Customer lifetime profitability is one of the holy grails of analytics, and companies are often surprised when they see data that goes against what they assumed was gospel for their business. Like when a bank discovers that its high-income customers aren’t the most profitable. Or the insurance company that extends discount rates to hang on to marginal customers that end up defecting to a low-cost Internet provider anyway.

The question is, how do you know when a customer costs more to keep than to simply let go? There's conventional wisdom, or a sacrosanct rule of business, that the name of the game is expanding and acquiring as many new customers as possible. Analytics is seen as the way forward to cracking open new markets, but analytic tools can also show you where you may be better off closing markets.

Tibco's Brett Stupakevich recently posted an interesting perspective on this role of analytics that goes against the grain. He points out that new analytics technology—embedded within customer relationship management solutions—can scale down your reach to certain customer segments as much as it helps to scale up sales.

Brett provides three key metrics that help determine whether a customer is worth chasing:

- Cost to acquire: “Does a customer’s buying patterns justify the cost to acquire him?” CRM analytics can quickly provide actionable insight from disparate data sources to answer this question.

- Cost to retain: “It might be time to fire one of your customers if the cost to maintain his business—through excessive use of your call center or a record of paying late—exceeds the money he spends on your goods or services.”

- Cost to woo: “CRM analytics can show a marketing department if its campaigns are paying off.”

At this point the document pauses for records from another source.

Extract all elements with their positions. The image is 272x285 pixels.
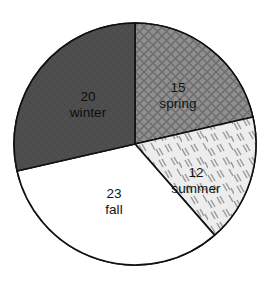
- slice-label-fall: 23 fall: [105, 186, 123, 217]
- slice-name-summer: summer: [171, 181, 221, 196]
- slice-value-summer: 12: [188, 165, 203, 180]
- slice-name-winter: winter: [69, 105, 107, 120]
- slice-value-winter: 20: [80, 89, 95, 104]
- pie-chart-svg: 15 spring 12 summer 23 fall 20 winter: [0, 0, 272, 285]
- slice-value-fall: 23: [106, 186, 121, 201]
- pie-chart-figure: 15 spring 12 summer 23 fall 20 winter: [0, 0, 272, 285]
- slice-value-spring: 15: [170, 80, 185, 95]
- pie-slice-winter[interactable]: [14, 23, 135, 171]
- slice-name-fall: fall: [105, 202, 123, 217]
- slice-name-spring: spring: [159, 96, 196, 111]
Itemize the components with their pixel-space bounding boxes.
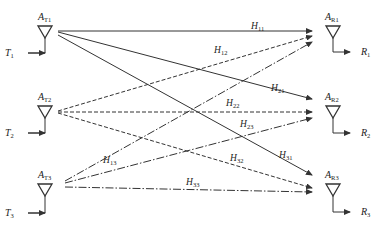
channels-from-t2 <box>58 36 312 188</box>
antenna-icon <box>326 26 340 38</box>
channel-h32 <box>58 113 312 188</box>
transmitter-2: AT2 T2 <box>5 91 52 139</box>
antenna-icon <box>38 184 52 196</box>
transmitter-3: AT3 T3 <box>5 169 52 219</box>
feed-line <box>28 118 45 133</box>
label-h13: H13 <box>102 155 116 166</box>
input-label-t1: T1 <box>5 47 14 59</box>
output-line <box>333 38 350 52</box>
receiver-1: AR1 R1 <box>324 11 370 58</box>
label-h32: H32 <box>229 153 243 164</box>
antenna-label-t2: AT2 <box>37 91 51 103</box>
mimo-diagram: AT1 T1 AT2 T2 AT3 T3 AR1 R1 AR2 R2 AR3 <box>0 0 382 230</box>
label-h22: H22 <box>225 98 239 109</box>
receiver-2: AR2 R2 <box>324 91 370 139</box>
label-h31: H31 <box>278 150 292 161</box>
antenna-label-t3: AT3 <box>37 169 51 181</box>
output-label-r2: R2 <box>360 127 370 139</box>
output-line <box>333 196 350 212</box>
feed-line <box>28 38 45 53</box>
antenna-icon <box>326 106 340 118</box>
feed-line <box>28 196 45 213</box>
output-line <box>333 118 350 133</box>
output-label-r3: R3 <box>360 206 370 218</box>
antenna-icon <box>326 184 340 196</box>
channel-h31 <box>58 35 312 175</box>
channel-h23 <box>65 118 312 183</box>
label-h23: H23 <box>239 119 253 130</box>
channel-labels: H11 H12 H13 H21 H22 H23 H31 H32 H33 <box>102 21 292 188</box>
antenna-icon <box>38 106 52 118</box>
output-label-r1: R1 <box>360 46 370 58</box>
antenna-label-r3: AR3 <box>324 169 339 181</box>
label-h33: H33 <box>185 177 199 188</box>
antenna-label-r2: AR2 <box>324 91 339 103</box>
receiver-3: AR3 R3 <box>324 169 370 218</box>
label-h11: H11 <box>250 21 264 32</box>
transmitter-1: AT1 T1 <box>5 11 52 59</box>
label-h12: H12 <box>213 45 227 56</box>
antenna-label-t1: AT1 <box>37 11 51 23</box>
channel-h12 <box>58 36 312 111</box>
input-label-t2: T2 <box>5 127 14 139</box>
channels-from-t3 <box>65 42 312 192</box>
antenna-label-r1: AR1 <box>324 11 339 23</box>
label-h21: H21 <box>270 83 284 94</box>
channel-h33 <box>65 187 312 192</box>
antenna-icon <box>38 26 52 38</box>
input-label-t3: T3 <box>5 207 14 219</box>
channels-from-t1 <box>58 31 312 175</box>
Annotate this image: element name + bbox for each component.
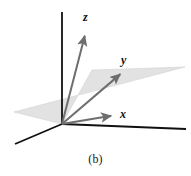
lower-left-axis (15, 124, 62, 144)
axis-label-x: x (120, 108, 126, 120)
shaded-plane (14, 67, 185, 124)
coordinate-system-graphic (0, 0, 191, 176)
figure-container: z y x (b) (0, 0, 191, 176)
right-horizontal-axis (62, 124, 186, 129)
vector-z-arrow (62, 36, 85, 124)
axis-label-z: z (83, 11, 88, 23)
figure-caption: (b) (0, 152, 191, 167)
axis-label-y: y (121, 54, 126, 66)
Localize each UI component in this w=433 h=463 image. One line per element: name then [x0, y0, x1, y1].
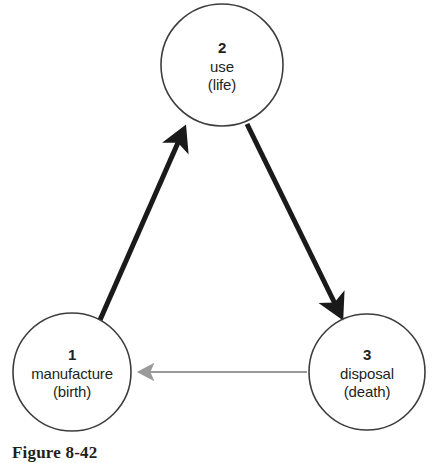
arrow-manufacture-to-use: [100, 129, 184, 320]
node-name-disposal: disposal: [340, 364, 394, 382]
node-label-disposal: 3 disposal (death): [340, 345, 394, 401]
node-label-manufacture: 1 manufacture (birth): [31, 345, 113, 401]
node-number-manufacture: 1: [31, 345, 113, 365]
node-sub-disposal: (death): [340, 383, 394, 401]
node-number-use: 2: [208, 38, 236, 58]
node-name-use: use: [208, 57, 236, 75]
node-name-manufacture: manufacture: [31, 364, 113, 382]
arrow-use-to-disposal: [247, 124, 341, 316]
node-label-use: 2 use (life): [208, 38, 236, 94]
figure-caption: Figure 8-42: [12, 443, 97, 463]
node-sub-manufacture: (birth): [31, 383, 113, 401]
node-number-disposal: 3: [340, 345, 394, 365]
node-sub-use: (life): [208, 76, 236, 94]
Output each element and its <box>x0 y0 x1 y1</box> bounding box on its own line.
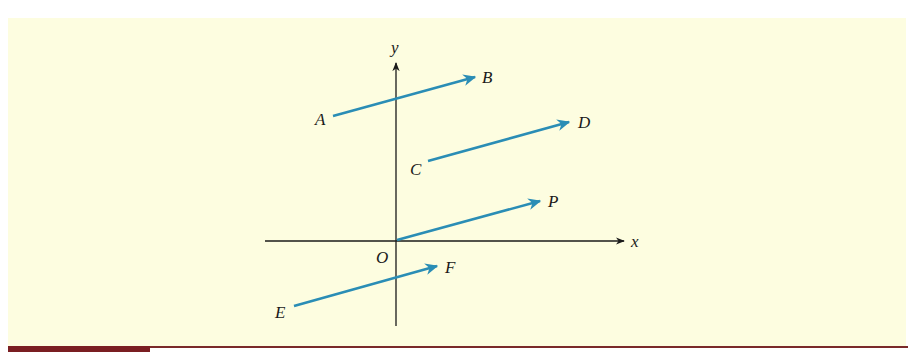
point-p-label: P <box>547 192 558 211</box>
vector-ef: E F <box>274 258 456 322</box>
x-axis-label: x <box>630 232 639 251</box>
vector-op: P <box>397 192 558 240</box>
point-c-label: C <box>410 160 422 179</box>
vector-diagram: x y O A B C D P E F <box>0 0 918 352</box>
y-axis-label: y <box>389 38 399 57</box>
vector-ab: A B <box>314 68 493 129</box>
point-e-label: E <box>274 303 286 322</box>
point-d-label: D <box>577 113 591 132</box>
origin-label: O <box>376 248 388 267</box>
vector-ab-arrow <box>333 77 475 116</box>
point-f-label: F <box>444 258 456 277</box>
point-b-label: B <box>482 68 493 87</box>
vector-cd: C D <box>410 113 591 179</box>
vector-ef-arrow <box>294 266 437 306</box>
vector-op-arrow <box>397 201 540 240</box>
point-a-label: A <box>314 110 326 129</box>
coordinate-axes: x y O <box>265 38 639 326</box>
vector-cd-arrow <box>428 122 569 161</box>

The bottom line is that by using analytics to unearth unprofitable customers, energy and resources can be spent on segments that are generating most of the revenue. It sounds like sales and marketing 101, but until now, the gut reaction has been to try to keep every customer as long as possible. Data analytics has changed the game.

Joe McKendrick is an author, consultant, blogger and frequent INN contributor specializing in information technology.